ABSTRACT

Whatever our perspective on the world, we cannot help wondering whether globalization and the end of the Cold War has not brought us greater insecurity, rather than the increased security promised. The processes of internationalization unleashed by the contemporary intensification of globalization have undermined the once-dominant national security model. However, writers working within the globalization paradigm have not in the main been concerned to map out the new global (in)security dilemmas. Generalized theories of “global risk” (Beck 1999) and wishful aspirations for a “global civil society” (Kaldor 2003) are not sufficient. This chapter thus seeks to develop a fruitful encounter between the globalization paradigm and the new (and old) forms of security and insecurity now becoming manifest across the world. We start by examining the diverse ways in which globalization has redefined

the nature of security. Security threats are now increasingly global-from global warming to global hunger to global terrorism-and thus the national or statist security paradigm is inadequate. We expand on this theme in the next section dealing with the simultaneous “widening” of security (to take on non-military threats) and its “deepening” (to go further than the nationstate into society). This leads us to a sustained review of the new “human security” paradigm seen by its supporters as the replacement for the national security paradigm and by its detractors as vague and unable to be operationalized. Turning to more recent dramatic events in world affairs we consider the notion that we are entering a new era of “permanent war” or “permanent security.” What was once a regime of exception now seems to be the new norm. Finally, we turn to the broader picture of globalization with its winners and losers and ask whether a “global civil society” can be constructed to take us beyond the current state of seemingly limitless insecurity as the dominant human condition.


## What you are asked to do
When you return the data, keep every word exact and include none of the images.

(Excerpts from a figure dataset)
Start of Block

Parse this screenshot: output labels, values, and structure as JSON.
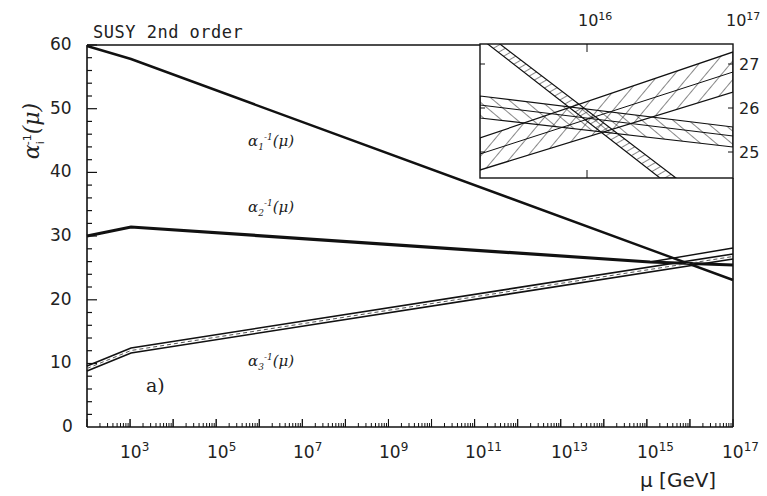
{
  "chart_data": {
    "type": "line",
    "title": "SUSY 2nd order",
    "panel_label": "a)",
    "xlabel": "μ [GeV]",
    "ylabel": "α_i^-1(μ)",
    "xscale": "log10",
    "xlim_log10": [
      2,
      17
    ],
    "ylim": [
      0,
      60
    ],
    "x_tick_labels": [
      "10^3",
      "10^5",
      "10^7",
      "10^9",
      "10^11",
      "10^13",
      "10^15",
      "10^17"
    ],
    "y_tick_labels": [
      "0",
      "10",
      "20",
      "30",
      "40",
      "50",
      "60"
    ],
    "series": [
      {
        "name": "α1^-1(μ)",
        "x_log10": [
          2,
          3,
          17
        ],
        "values": [
          59.5,
          57.8,
          23.3
        ]
      },
      {
        "name": "α2^-1(μ)",
        "x_log10": [
          2,
          3,
          17
        ],
        "values": [
          30.1,
          31.4,
          25.4
        ]
      },
      {
        "name": "α3^-1(μ)",
        "x_log10": [
          2,
          3,
          17
        ],
        "values": [
          9.2,
          12.0,
          26.9
        ]
      }
    ],
    "inset": {
      "description": "zoom of unification region with hatched error bands",
      "x_tick_labels": [
        "10^16",
        "10^17"
      ],
      "y_tick_labels": [
        "25",
        "26",
        "27"
      ],
      "ylim": [
        24.5,
        27.5
      ]
    }
  },
  "labels": {
    "title": "SUSY 2nd order",
    "panel": "a)",
    "xlabel": "μ [GeV]",
    "ylabel_main": "α",
    "ylabel_sub": "i",
    "ylabel_sup": "-1",
    "ylabel_arg": "(μ)",
    "a1": {
      "base": "α",
      "sub": "1",
      "sup": "-1",
      "arg": "(μ)"
    },
    "a2": {
      "base": "α",
      "sub": "2",
      "sup": "-1",
      "arg": "(μ)"
    },
    "a3": {
      "base": "α",
      "sub": "3",
      "sup": "-1",
      "arg": "(μ)"
    }
  },
  "axes": {
    "y": [
      "60",
      "50",
      "40",
      "30",
      "20",
      "10",
      "0"
    ],
    "x": [
      {
        "base": "10",
        "exp": "3"
      },
      {
        "base": "10",
        "exp": "5"
      },
      {
        "base": "10",
        "exp": "7"
      },
      {
        "base": "10",
        "exp": "9"
      },
      {
        "base": "10",
        "exp": "11"
      },
      {
        "base": "10",
        "exp": "13"
      },
      {
        "base": "10",
        "exp": "15"
      },
      {
        "base": "10",
        "exp": "17"
      }
    ],
    "inset_x": [
      {
        "base": "10",
        "exp": "16"
      },
      {
        "base": "10",
        "exp": "17"
      }
    ],
    "inset_y": [
      "27",
      "26",
      "25"
    ]
  }
}
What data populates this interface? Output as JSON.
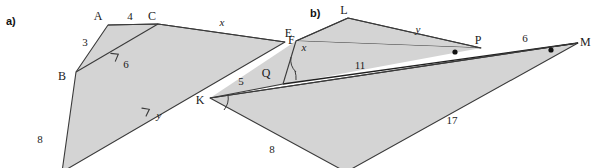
{
  "figure": {
    "background_color": "#ffffff",
    "shape_fill_color": "#d4d4d4",
    "stroke_color": "#3a3a3a",
    "text_color": "#1a1a1a"
  },
  "parts": [
    {
      "part_label": "a)",
      "vertices": [
        {
          "name": "A",
          "x": 108,
          "y": 25
        },
        {
          "name": "C",
          "x": 158,
          "y": 24
        },
        {
          "name": "E",
          "x": 285,
          "y": 42
        },
        {
          "name": "B",
          "x": 76,
          "y": 72
        },
        {
          "name": "D",
          "x": 62,
          "y": 170
        }
      ],
      "vertex_labels": [
        {
          "text": "A",
          "x": 98,
          "y": 20
        },
        {
          "text": "C",
          "x": 152,
          "y": 20
        },
        {
          "text": "E",
          "x": 288,
          "y": 44
        },
        {
          "text": "B",
          "x": 62,
          "y": 80
        }
      ],
      "measures": [
        {
          "text": "3",
          "x": 85,
          "y": 46,
          "kind": "number",
          "segment": "AB"
        },
        {
          "text": "4",
          "x": 130,
          "y": 20,
          "kind": "number",
          "segment": "AC"
        },
        {
          "text": "6",
          "x": 123,
          "y": 65,
          "kind": "number",
          "segment": "BC"
        },
        {
          "text": "8",
          "x": 40,
          "y": 140,
          "kind": "number",
          "segment": "BD"
        },
        {
          "text": "x",
          "x": 222,
          "y": 26,
          "kind": "variable",
          "segment": "CE"
        },
        {
          "text": "y",
          "x": 158,
          "y": 118,
          "kind": "variable",
          "segment": "DE"
        }
      ],
      "parallel_ticks": [
        {
          "on_segment": "BC",
          "x": 115,
          "y": 57
        },
        {
          "on_segment": "DE",
          "x": 150,
          "y": 110
        }
      ]
    },
    {
      "part_label": "b)",
      "vertices": [
        {
          "name": "E",
          "x": 296,
          "y": 41
        },
        {
          "name": "L",
          "x": 348,
          "y": 18
        },
        {
          "name": "P",
          "x": 481,
          "y": 48
        },
        {
          "name": "M",
          "x": 578,
          "y": 43
        },
        {
          "name": "K",
          "x": 210,
          "y": 98
        },
        {
          "name": "Q",
          "x": 272,
          "y": 80
        },
        {
          "name": "N",
          "x": 346,
          "y": 170
        }
      ],
      "vertex_labels": [
        {
          "text": "L",
          "x": 344,
          "y": 14
        },
        {
          "text": "P",
          "x": 478,
          "y": 44
        },
        {
          "text": "M",
          "x": 580,
          "y": 45
        },
        {
          "text": "K",
          "x": 200,
          "y": 103
        },
        {
          "text": "Q",
          "x": 264,
          "y": 77
        }
      ],
      "measures": [
        {
          "text": "x",
          "x": 306,
          "y": 48,
          "kind": "variable",
          "segment": "EL"
        },
        {
          "text": "y",
          "x": 418,
          "y": 33,
          "kind": "variable",
          "segment": "LP"
        },
        {
          "text": "11",
          "x": 358,
          "y": 67,
          "kind": "number",
          "segment": "QP"
        },
        {
          "text": "6",
          "x": 525,
          "y": 44,
          "kind": "number",
          "segment": "PM"
        },
        {
          "text": "17",
          "x": 450,
          "y": 122,
          "kind": "number",
          "segment": "NM"
        },
        {
          "text": "5",
          "x": 240,
          "y": 84,
          "kind": "number",
          "segment": "KQ"
        },
        {
          "text": "8",
          "x": 270,
          "y": 150,
          "kind": "number",
          "segment": "KN"
        }
      ],
      "angle_arcs": [
        {
          "at_vertex": "E",
          "cx": 296,
          "cy": 41
        },
        {
          "at_vertex": "K",
          "cx": 210,
          "cy": 98
        },
        {
          "at_vertex": "Q",
          "cx": 272,
          "cy": 80
        }
      ],
      "point_markers": [
        {
          "x": 455,
          "y": 52,
          "label": "marker-near-P"
        },
        {
          "x": 551,
          "y": 50,
          "label": "marker-near-M"
        }
      ]
    }
  ]
}
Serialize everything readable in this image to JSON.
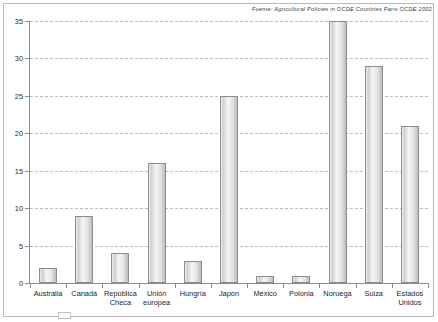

End of Block

## Answer
Parse this screenshot: output labels, values, and structure as JSON.
{
  "chart_data": {
    "type": "line",
    "title": "SUSY 2nd order",
    "panel_label": "a)",
    "xlabel": "μ [GeV]",
    "ylabel": "α_i^-1(μ)",
    "xscale": "log10",
    "xlim_log10": [
      2,
      17
    ],
    "ylim": [
      0,
      60
    ],
    "x_tick_labels": [
      "10^3",
      "10^5",
      "10^7",
      "10^9",
      "10^11",
      "10^13",
      "10^15",
      "10^17"
    ],
    "y_tick_labels": [
      "0",
      "10",
      "20",
      "30",
      "40",
      "50",
      "60"
    ],
    "series": [
      {
        "name": "α1^-1(μ)",
        "x_log10": [
          2,
          3,
          17
        ],
        "values": [
          59.5,
          57.8,
          23.3
        ]
      },
      {
        "name": "α2^-1(μ)",
        "x_log10": [
          2,
          3,
          17
        ],
        "values": [
          30.1,
          31.4,
          25.4
        ]
      },
      {
        "name": "α3^-1(μ)",
        "x_log10": [
          2,
          3,
          17
        ],
        "values": [
          9.2,
          12.0,
          26.9
        ]
      }
    ],
    "inset": {
      "description": "zoom of unification region with hatched error bands",
      "x_tick_labels": [
        "10^16",
        "10^17"
      ],
      "y_tick_labels": [
        "25",
        "26",
        "27"
      ],
      "ylim": [
        24.5,
        27.5
      ]
    }
  },
  "labels": {
    "title": "SUSY 2nd order",
    "panel": "a)",
    "xlabel": "μ [GeV]",
    "ylabel_main": "α",
    "ylabel_sub": "i",
    "ylabel_sup": "-1",
    "ylabel_arg": "(μ)",
    "a1": {
      "base": "α",
      "sub": "1",
      "sup": "-1",
      "arg": "(μ)"
    },
    "a2": {
      "base": "α",
      "sub": "2",
      "sup": "-1",
      "arg": "(μ)"
    },
    "a3": {
      "base": "α",
      "sub": "3",
      "sup": "-1",
      "arg": "(μ)"
    }
  },
  "axes": {
    "y": [
      "60",
      "50",
      "40",
      "30",
      "20",
      "10",
      "0"
    ],
    "x": [
      {
        "base": "10",
        "exp": "3"
      },
      {
        "base": "10",
        "exp": "5"
      },
      {
        "base": "10",
        "exp": "7"
      },
      {
        "base": "10",
        "exp": "9"
      },
      {
        "base": "10",
        "exp": "11"
      },
      {
        "base": "10",
        "exp": "13"
      },
      {
        "base": "10",
        "exp": "15"
      },
      {
        "base": "10",
        "exp": "17"
      }
    ],
    "inset_x": [
      {
        "base": "10",
        "exp": "16"
      },
      {
        "base": "10",
        "exp": "17"
      }
    ],
    "inset_y": [
      "27",
      "26",
      "25"
    ]
  }
}
What data populates this interface? Output as JSON.
{
  "figure": {
    "background_color": "#ffffff",
    "shape_fill_color": "#d4d4d4",
    "stroke_color": "#3a3a3a",
    "text_color": "#1a1a1a"
  },
  "parts": [
    {
      "part_label": "a)",
      "vertices": [
        {
          "name": "A",
          "x": 108,
          "y": 25
        },
        {
          "name": "C",
          "x": 158,
          "y": 24
        },
        {
          "name": "E",
          "x": 285,
          "y": 42
        },
        {
          "name": "B",
          "x": 76,
          "y": 72
        },
        {
          "name": "D",
          "x": 62,
          "y": 170
        }
      ],
      "vertex_labels": [
        {
          "text": "A",
          "x": 98,
          "y": 20
        },
        {
          "text": "C",
          "x": 152,
          "y": 20
        },
        {
          "text": "E",
          "x": 288,
          "y": 44
        },
        {
          "text": "B",
          "x": 62,
          "y": 80
        }
      ],
      "measures": [
        {
          "text": "3",
          "x": 85,
          "y": 46,
          "kind": "number",
          "segment": "AB"
        },
        {
          "text": "4",
          "x": 130,
          "y": 20,
          "kind": "number",
          "segment": "AC"
        },
        {
          "text": "6",
          "x": 123,
          "y": 65,
          "kind": "number",
          "segment": "BC"
        },
        {
          "text": "8",
          "x": 40,
          "y": 140,
          "kind": "number",
          "segment": "BD"
        },
        {
          "text": "x",
          "x": 222,
          "y": 26,
          "kind": "variable",
          "segment": "CE"
        },
        {
          "text": "y",
          "x": 158,
          "y": 118,
          "kind": "variable",
          "segment": "DE"
        }
      ],
      "parallel_ticks": [
        {
          "on_segment": "BC",
          "x": 115,
          "y": 57
        },
        {
          "on_segment": "DE",
          "x": 150,
          "y": 110
        }
      ]
    },
    {
      "part_label": "b)",
      "vertices": [
        {
          "name": "E",
          "x": 296,
          "y": 41
        },
        {
          "name": "L",
          "x": 348,
          "y": 18
        },
        {
          "name": "P",
          "x": 481,
          "y": 48
        },
        {
          "name": "M",
          "x": 578,
          "y": 43
        },
        {
          "name": "K",
          "x": 210,
          "y": 98
        },
        {
          "name": "Q",
          "x": 272,
          "y": 80
        },
        {
          "name": "N",
          "x": 346,
          "y": 170
        }
      ],
      "vertex_labels": [
        {
          "text": "L",
          "x": 344,
          "y": 14
        },
        {
          "text": "P",
          "x": 478,
          "y": 44
        },
        {
          "text": "M",
          "x": 580,
          "y": 45
        },
        {
          "text": "K",
          "x": 200,
          "y": 103
        },
        {
          "text": "Q",
          "x": 264,
          "y": 77
        }
      ],
      "measures": [
        {
          "text": "x",
          "x": 306,
          "y": 48,
          "kind": "variable",
          "segment": "EL"
        },
        {
          "text": "y",
          "x": 418,
          "y": 33,
          "kind": "variable",
          "segment": "LP"
        },
        {
          "text": "11",
          "x": 358,
          "y": 67,
          "kind": "number",
          "segment": "QP"
        },
        {
          "text": "6",
          "x": 525,
          "y": 44,
          "kind": "number",
          "segment": "PM"
        },
        {
          "text": "17",
          "x": 450,
          "y": 122,
          "kind": "number",
          "segment": "NM"
        },
        {
          "text": "5",
          "x": 240,
          "y": 84,
          "kind": "number",
          "segment": "KQ"
        },
        {
          "text": "8",
          "x": 270,
          "y": 150,
          "kind": "number",
          "segment": "KN"
        }
      ],
      "angle_arcs": [
        {
          "at_vertex": "E",
          "cx": 296,
          "cy": 41
        },
        {
          "at_vertex": "K",
          "cx": 210,
          "cy": 98
        },
        {
          "at_vertex": "Q",
          "cx": 272,
          "cy": 80
        }
      ],
      "point_markers": [
        {
          "x": 455,
          "y": 52,
          "label": "marker-near-P"
        },
        {
          "x": 551,
          "y": 50,
          "label": "marker-near-M"
        }
      ]
    }
  ]
}
Serialize everything readable in this image to JSON.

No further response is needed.